There’s an amazing early take of “This Boy,” known only to proud owners of the 1995 “Free As a Bird” CD single, which means practically nobody. As it begins, John sneers, “Get that bloody mic out of the way.” But it’s breathtaking to hear him leap into the bridge and wail “Oh myyyyy” — there’s no holding back, only the most intense emotional urgency. John kept putting down “This Boy” for the rest of his life, dismissing as an early throwaway — but he was probably just threatened by how vulnerable he let himself sound.

“Every Little Thing” is a loose studio romp, which falls apart when Paul confesses, “I burped.” There’s also a BBC rehearsal of “All You Need Is Love” with comic narration (“Queen Margaret in a low-feathered nightgown”). Ringo belts a fantastic “Matchbox,” sounding live and raw, without the bizarrely overdone reverb from the botched official version, busting out his “all right George” for the guitar solo.
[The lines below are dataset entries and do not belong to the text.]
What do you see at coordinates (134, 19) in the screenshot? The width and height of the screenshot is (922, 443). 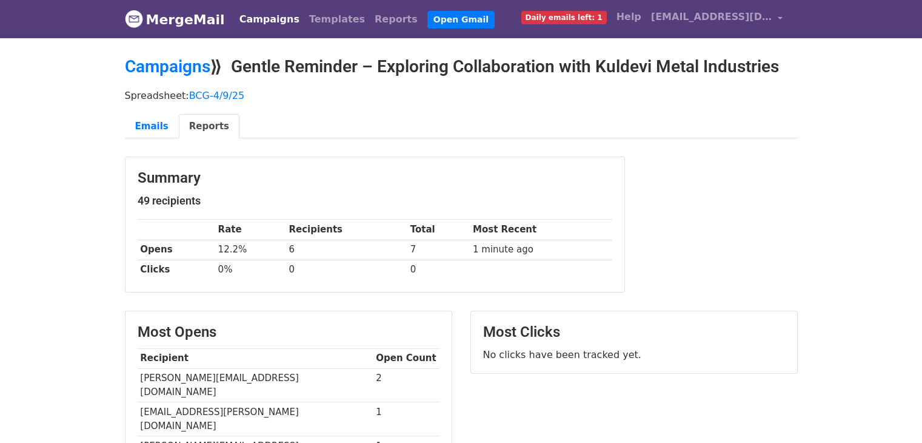 I see `img: MergeMail logo` at bounding box center [134, 19].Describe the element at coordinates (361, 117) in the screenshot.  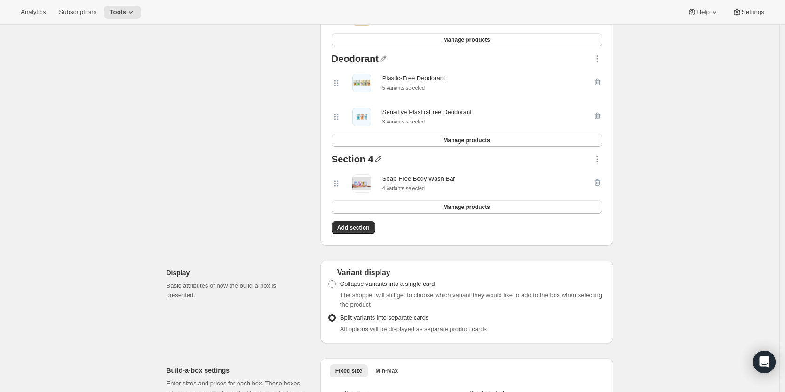
I see `img: Sensitive Plastic-Free Deodorant` at that location.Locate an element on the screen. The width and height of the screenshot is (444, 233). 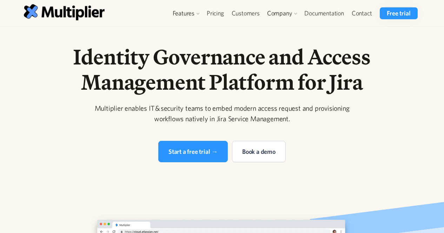
div: Start a free trial → is located at coordinates (193, 152).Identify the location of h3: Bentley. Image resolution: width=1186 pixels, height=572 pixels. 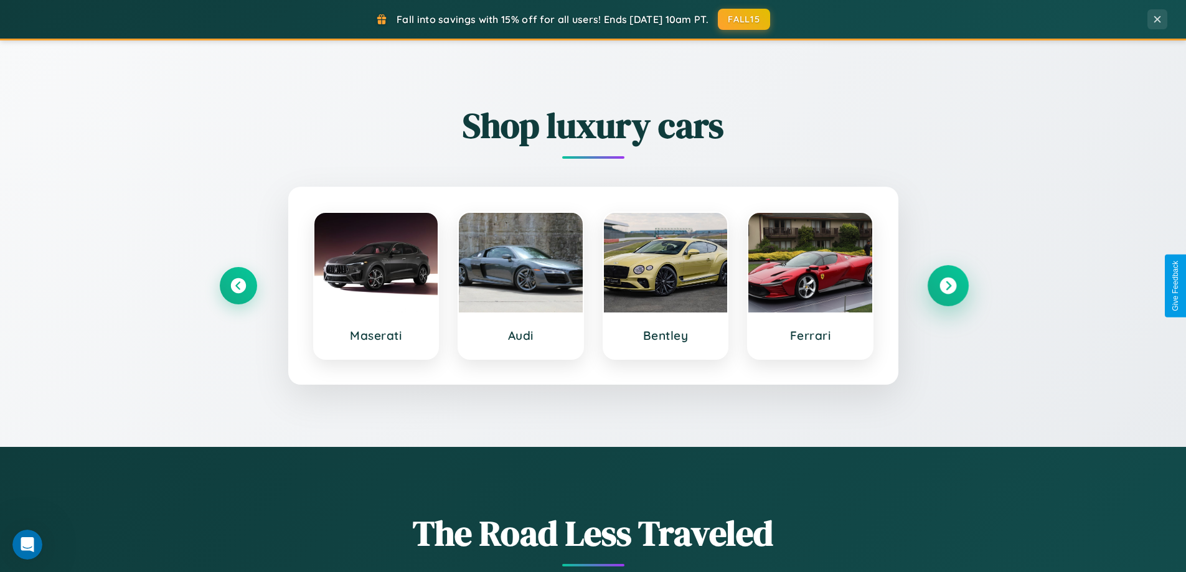
(666, 336).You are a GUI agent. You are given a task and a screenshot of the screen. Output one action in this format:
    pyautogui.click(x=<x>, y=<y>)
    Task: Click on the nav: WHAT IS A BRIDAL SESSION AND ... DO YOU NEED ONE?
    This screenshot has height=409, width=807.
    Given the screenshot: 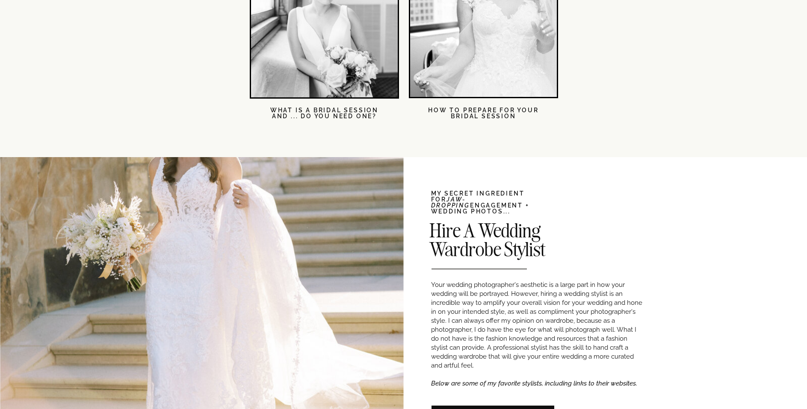 What is the action you would take?
    pyautogui.click(x=324, y=119)
     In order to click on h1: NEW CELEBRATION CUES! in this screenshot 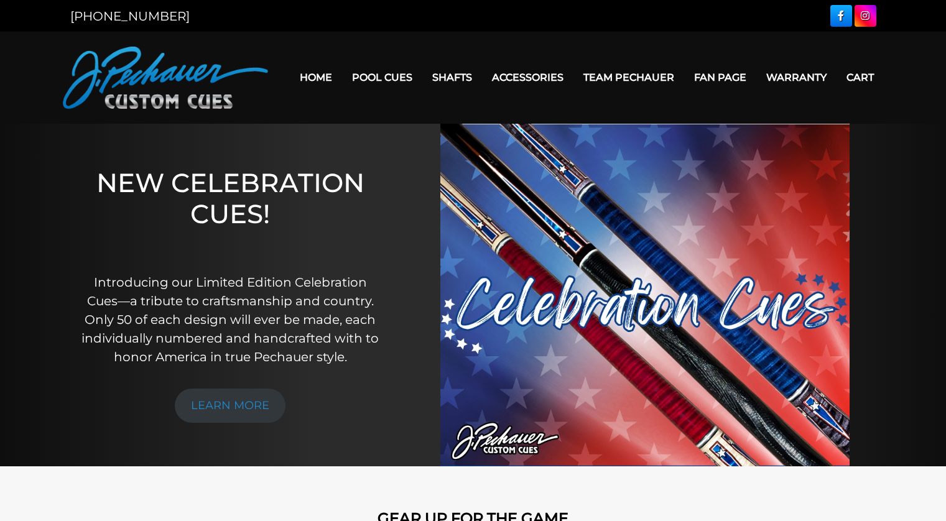, I will do `click(230, 211)`.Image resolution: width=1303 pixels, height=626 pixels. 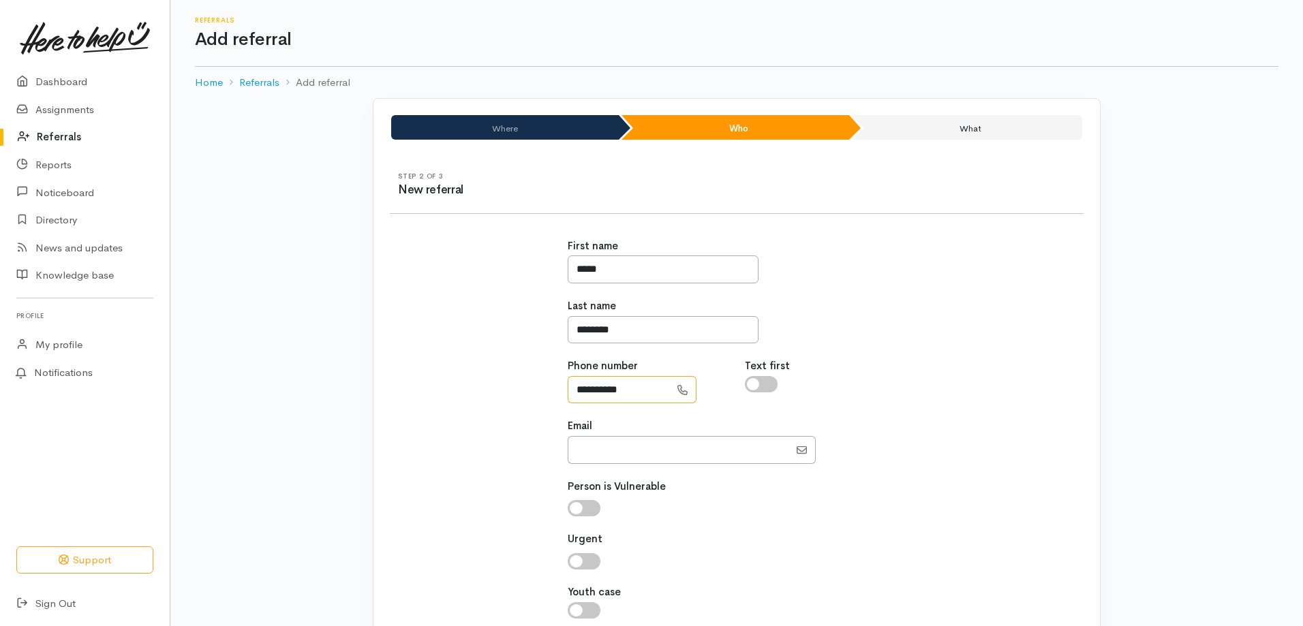 What do you see at coordinates (602, 366) in the screenshot?
I see `label: Phone number` at bounding box center [602, 366].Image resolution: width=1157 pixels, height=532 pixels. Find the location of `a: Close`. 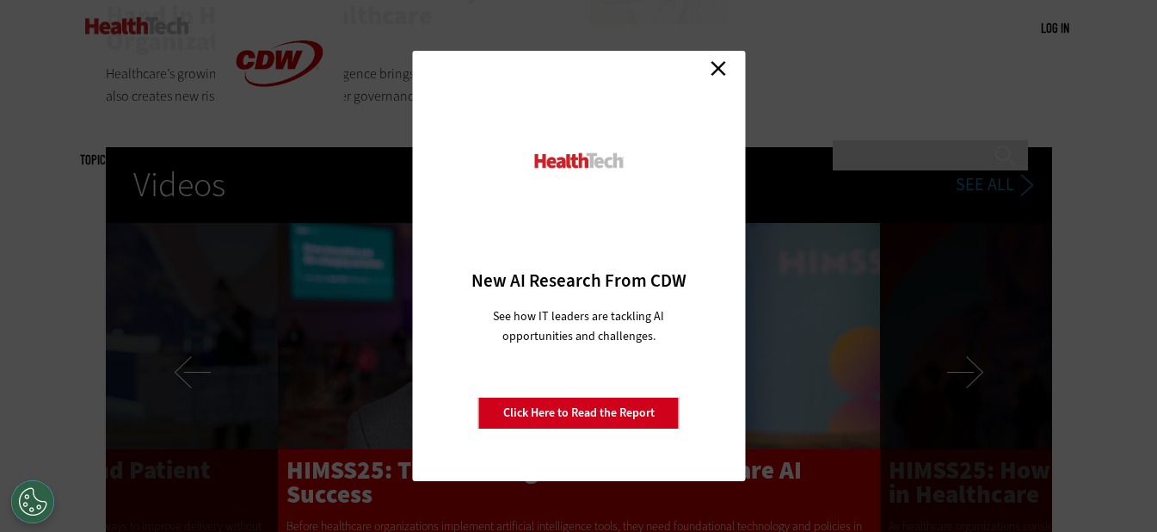

a: Close is located at coordinates (718, 68).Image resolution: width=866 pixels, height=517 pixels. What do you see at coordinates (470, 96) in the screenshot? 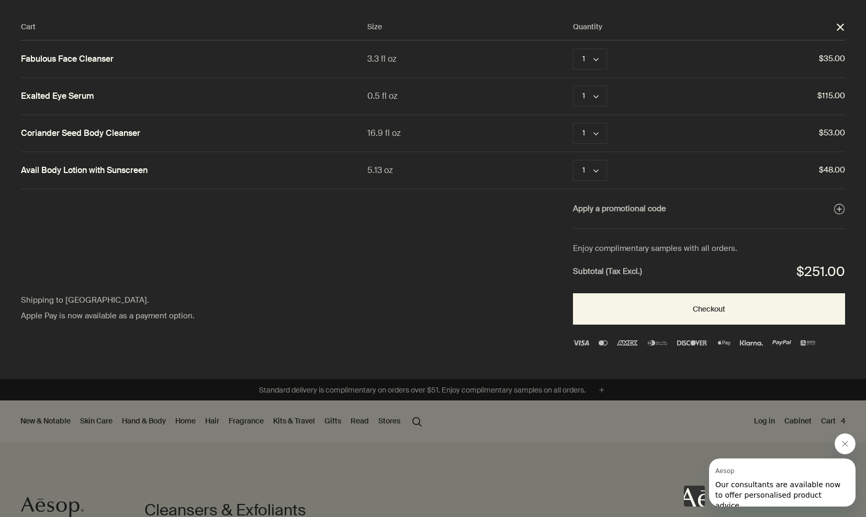
I see `div: 0.5 fl oz` at bounding box center [470, 96].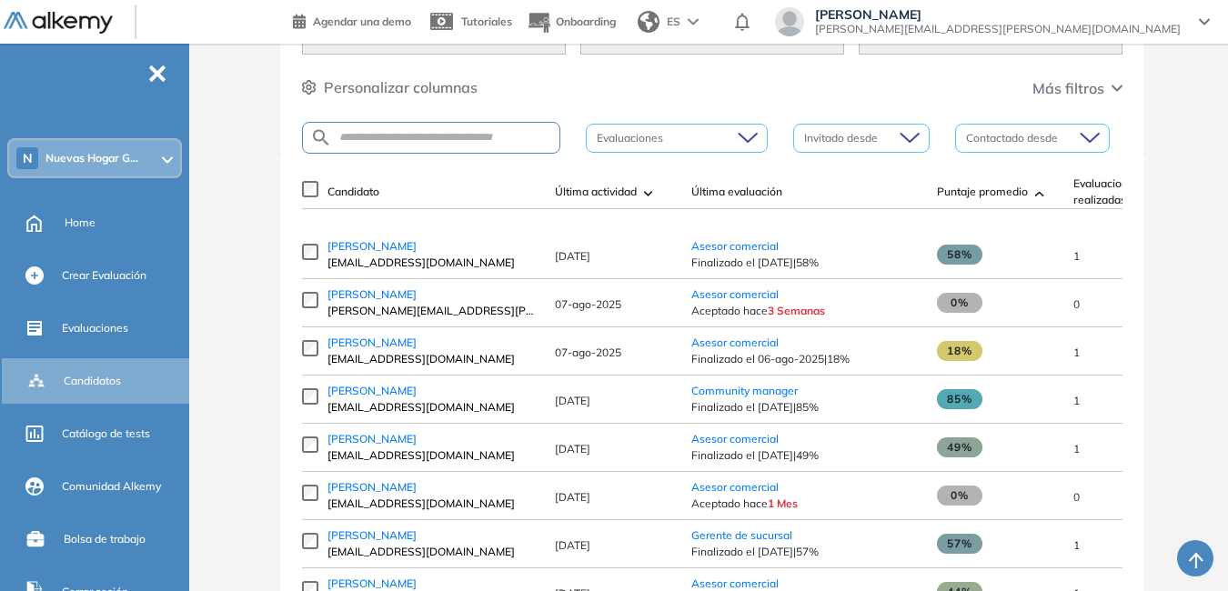  I want to click on a: Agendar una demo, so click(352, 20).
One of the best moments is the terminally underrated “I Need You,” a George Harrison tune from Help! It’s faster and friskier than the final version, bristling with Buddy Holly energy, but you can hear how nervous he is. In the final minute, the rest of the band is snickering at him, yet the Quiet One perseveres and never breaks. (In the final credits of the Help! movie, he keeps repeating his songwriting credit out loud: “‘I Need You’ by George Harrison!” It wasn’t easy being George.) It isn’t hard to hear the link between this “I Need You” and the solemn focus he brought to “Isn’t It A Pity” or “Behind that Locked Door,” five chaotic years later.

But the emotional highlight here is “If I Fell.” John guides himself into the song, as if he’s not sure how earnest he dares to get, while Ringo clicks loudly behind him. This session is February 1964, right when the Beatlemania explosion is going global — just a couple weeks after their American conquest on The Ed Sullivan Show. But they’re already determined to leave it behind, pushing on with this weirdly constructed ballad, with more chord changes than they’d ever crammed into one tune. The kidding and laughing is all gone as soon as the song begins — John is laser-focused on telling his story, his voice deadly serious, lifted by those hair-raising Paul harmonies. “If I Fell” is a song you’ve heard a million times, but hearing this version makes you marvel that it ever happened.

The Anthology project inspired the three surviving Beatles, Paul, George, and Ringo, to reunite in the studio and rescue some unfinished John songs, from home cassette demos provided by Yoko Ono. “Free as a Bird” and “Real Love,” both Nineties singles, are here, newly remixed by producer Jeff Lynne. Anthology 4 ends fittingly with “Now and Then,” a John demo the lads tried at the 1994 sessions, but left unfinished.  In the new Episode Nine, Paul muses, “It might not go away, that one.” He was right — decades later, he returned to his old friend’s song, until it became the final Beatles single in 2023.

George Harrison tells a great story in the new episode about the Beatles working late nights at Abbey Road. “Some of the people here — the engineer, for instance — would always be trying to go home at 5:30,” he says in mock horror. “And we’d all be trying to make history.” So Mal Evans brewed a special pot of tea for the studio crew. “We doused the tea with uppers,” George recalls. “‘Can we go home now?’ No, you can’t, bastard — have a cup of tea.” Ringo adds, “George [Martin] hasn’t come down yet.”

The entire Anthology Collection bristles with that kind of nonstop restless creative spirit — the raw Hamburg punk rock of Volume One, the trippy studio experiments of Volume Two, the mature world-weary grit of Volume Three. There’s a comic moment in the new Episode Nine where George and Ringo mock Paul for being the taskmaster in the band, always hustling the others into the studio. As Ringo quips, “We could sit in the garden longer than you.” Paul has to plead guilty. “I was the work fiend,” he admits. “I like the Beatles. I like to work with the Beatles. I’m not ashamed of that. It’s what I love in life, all that making music.” You can hear that love loud and clear with all four boys on Anthology.